If you look at the gospels and refuse to see yourself and all others as
loved by God, you have called God a liar.
You’ve mistrusted the voice of God at precisely the point where God has
offered it to you.
But now let’s come back to your testimony. Someone has asked you why you believe what
you believe. And you’ve given them your
bit about God’s Spirit helping you see the gospel stories as true. But now your friend sighs, and asks a
different kind of question. They say
something like, “But do you really experience God’s love as true? I mean, do you feel it? I know you go to church and believe the
Bible. But what I really want to know is
how you deal with loss and grief and disappointment and all the terrible things
that happen in the world. Can you really
tell me from your own experience that Jesus Christ is risen and that God’s love
is real?”
Let me read a bit more before offering a response to this
kind of question. “And this is the
testimony: God has given us eternal life, and this life is in his Son. Whoever has the Son has life; whoever does
not have the Son of God does not have life” (vs. 11-12). Now I know that this sounds a little
flat-footed and divisive. It sounds too
black and white to us. But what I want
you to notice is the central theme of this letter. God has already given us “eternal life”

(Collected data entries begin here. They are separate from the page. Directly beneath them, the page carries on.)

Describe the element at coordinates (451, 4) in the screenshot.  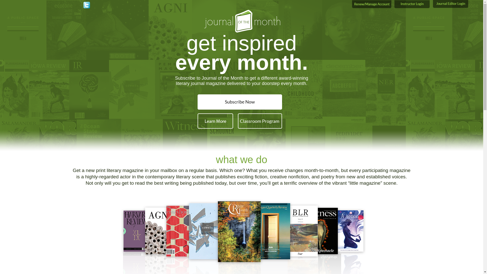
I see `Editor Login` at that location.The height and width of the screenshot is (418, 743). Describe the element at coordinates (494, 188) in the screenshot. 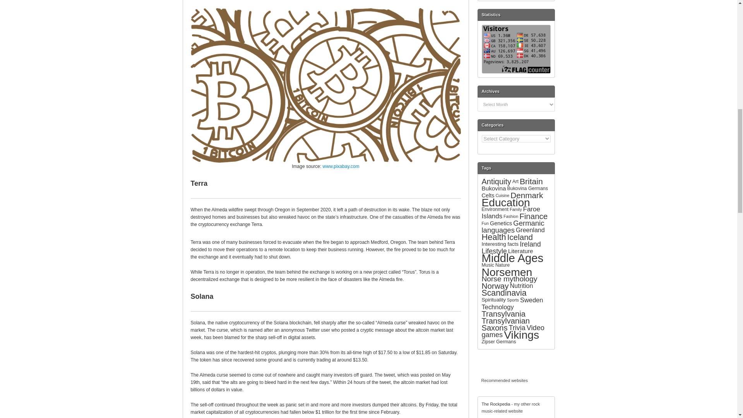

I see `Bukovina` at that location.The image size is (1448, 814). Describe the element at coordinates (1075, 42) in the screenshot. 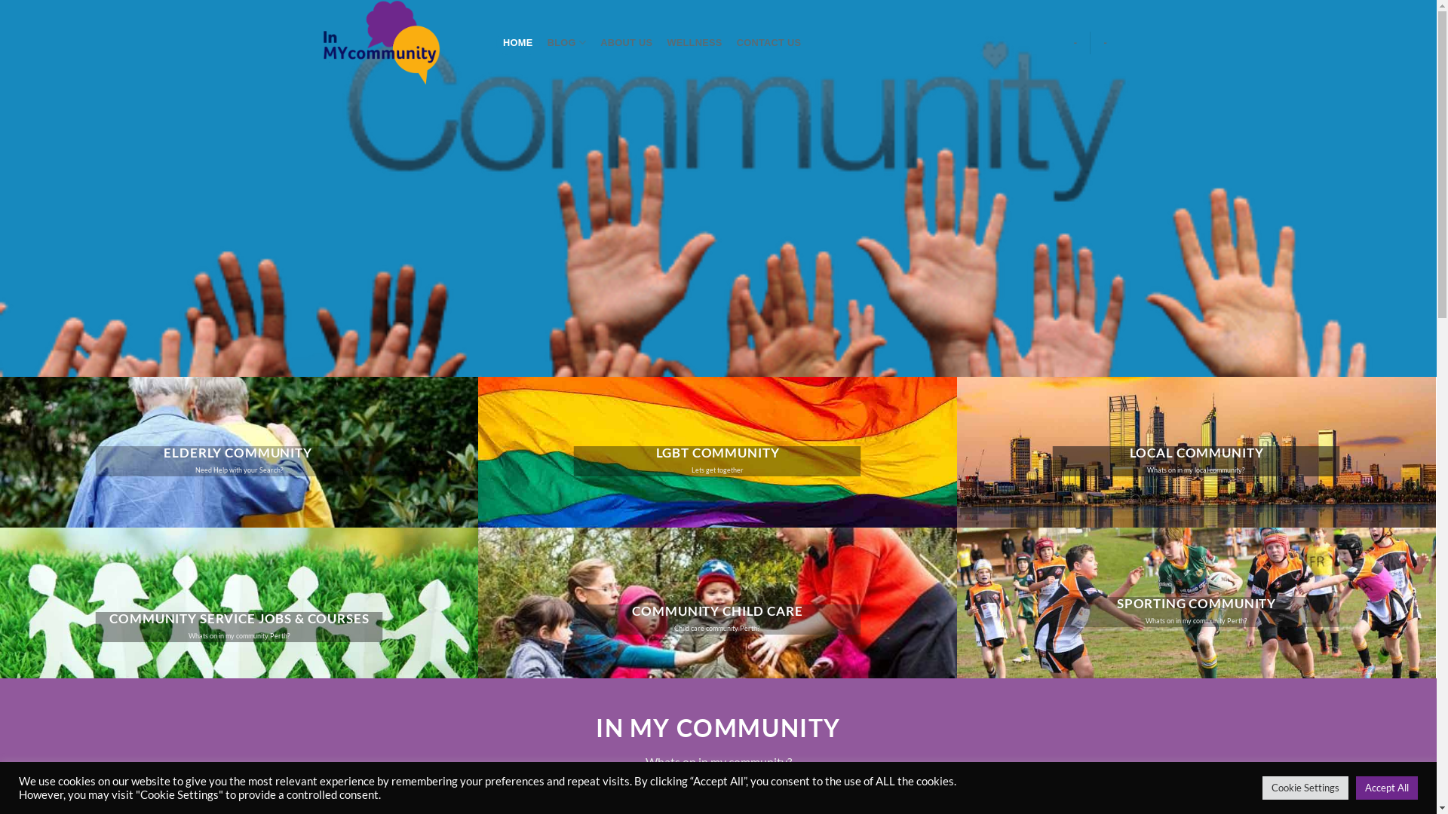

I see `-` at that location. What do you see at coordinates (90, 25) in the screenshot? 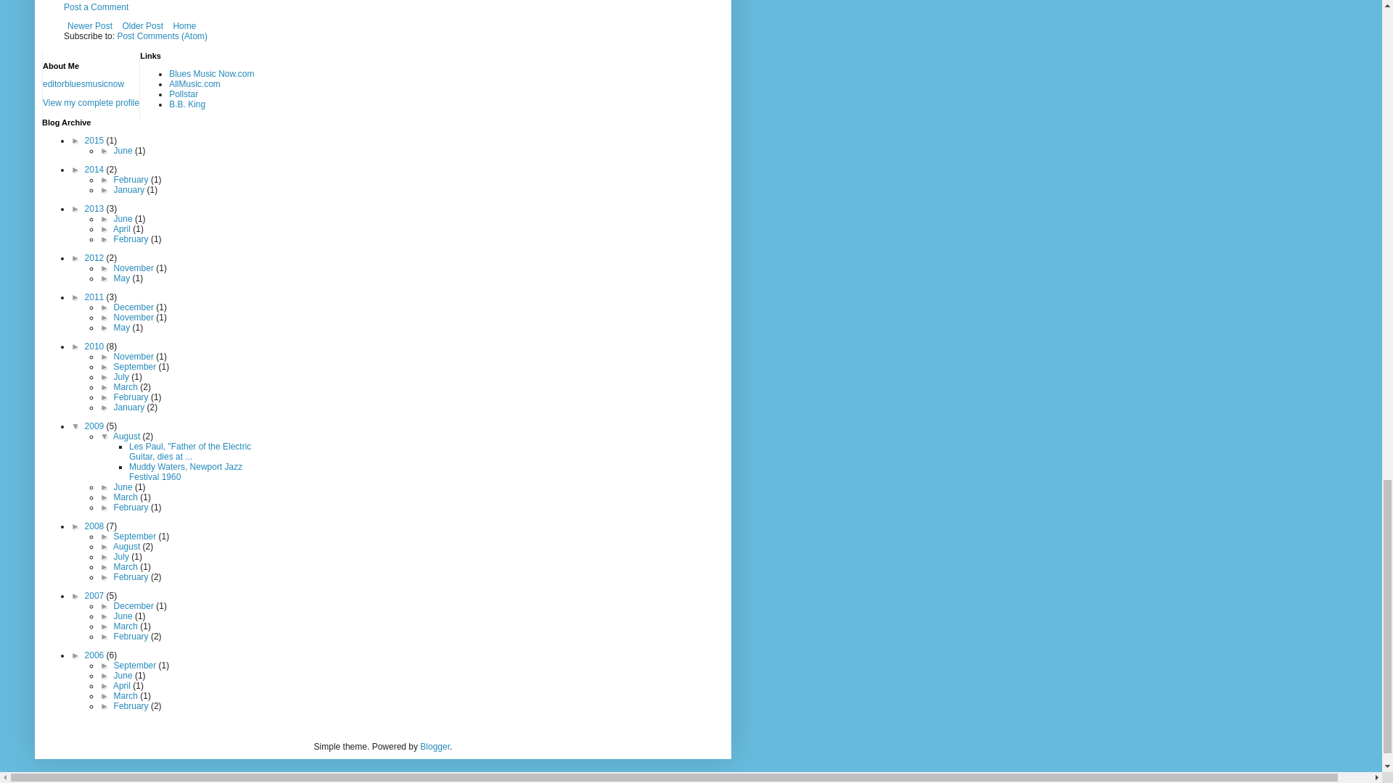
I see `Newer Post` at bounding box center [90, 25].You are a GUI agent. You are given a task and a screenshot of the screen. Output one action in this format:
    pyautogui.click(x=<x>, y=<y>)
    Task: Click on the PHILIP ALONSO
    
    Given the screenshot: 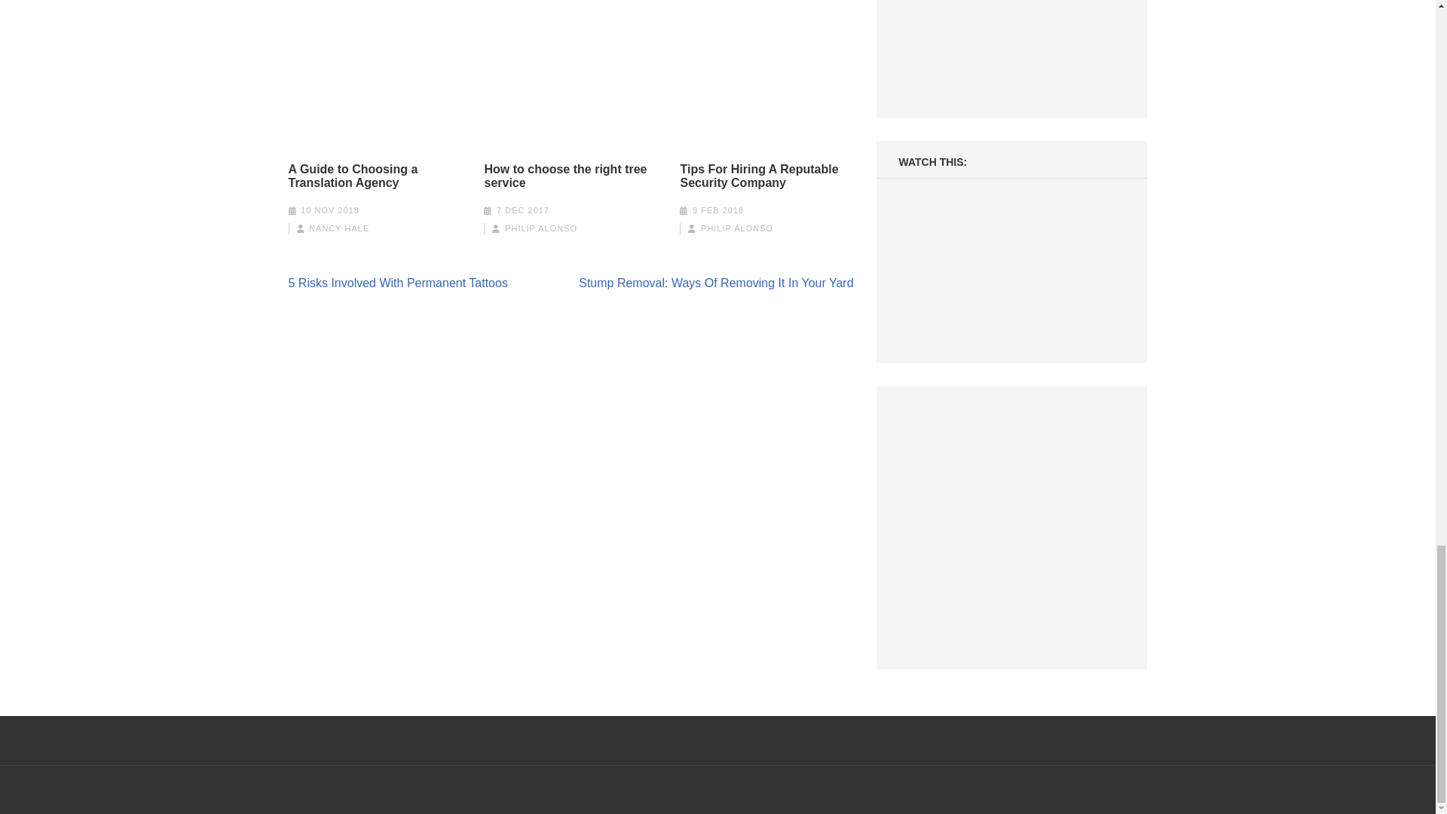 What is the action you would take?
    pyautogui.click(x=541, y=228)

now. That is, something new has already
broken into your life. Your personality
and your relationships have already been invaded and infected by the good
news. It has already begun working its
way into your life. Just like John’s
gospel, “eternal life” is something we enjoy now, not something off in the
distant future.
The whole purpose of this letter is found in v. 13 – “I
write these things to you who believe in the name of the Son of God so that you
may know that you have eternal life.”
The letter aims not simply at imparting some information. The letter aims at instilling confidence and
assurance in us that we are God’s children, that God has given us eternal life
now. So what God has already done for us
is available to us in our own experience of the world, and that’s another
important kind of testimony.
And this life-changing letter of I John is as clear as can
be: the love of the invisible God is made real for us only in the visible ways
we love one another. We experience and
express God’s love by meeting the ordinary needs of people around us.
So we might respond to our friend this way, “You’re
right. Life sometimes makes it hard to
believe that everything and everyone is loved by God. Lots of our own experience seems to
contradict that. So I guess I’ve had to
learn to look for signs of God’s love in the ways people love and care for one
another. That’s what gives me confidence. I see people make sacrifices, not just for
their own children, but for people they don’t even know that well. I see people share their money, time, and
energy to help others that could never pay them back. I see people go out of their way to say kind and
encouraging things to folks in difficult situations. I see people giving rides to others, visiting
them when they’re sick, helping them pay bills when the money runs out. And for me, those experiences give me
confidence that God’s love is real.”
Now for some of you the kind of testimony and evidence we’ve
talked about this morning will not be enough.
You were wanting and expecting something more. But the most faithful thing we can do as a
congregation is to refuse to offer one another illusions and false
confidence. There is no knock-down,
drag-out argument that all of this is true.
You have to gamble. You have to
place a bet based on what you’ve experienced.
You have to say “Yes” with your life to the God who appears quietly in
small acts of love and then seems to vanish for long periods of our lives.
Giving testimony is a central practice for people of
faith. We are to learn the skill of
testifying to our trust in God just like we learn to sing and pray and serve
and give and care. When we point others
to the gospel stories, and to the Spirit’s work, and to our own experience of
God’s love – and when we do all this with humility and kindness – God will do
the rest, drawing others into the joy of the good news.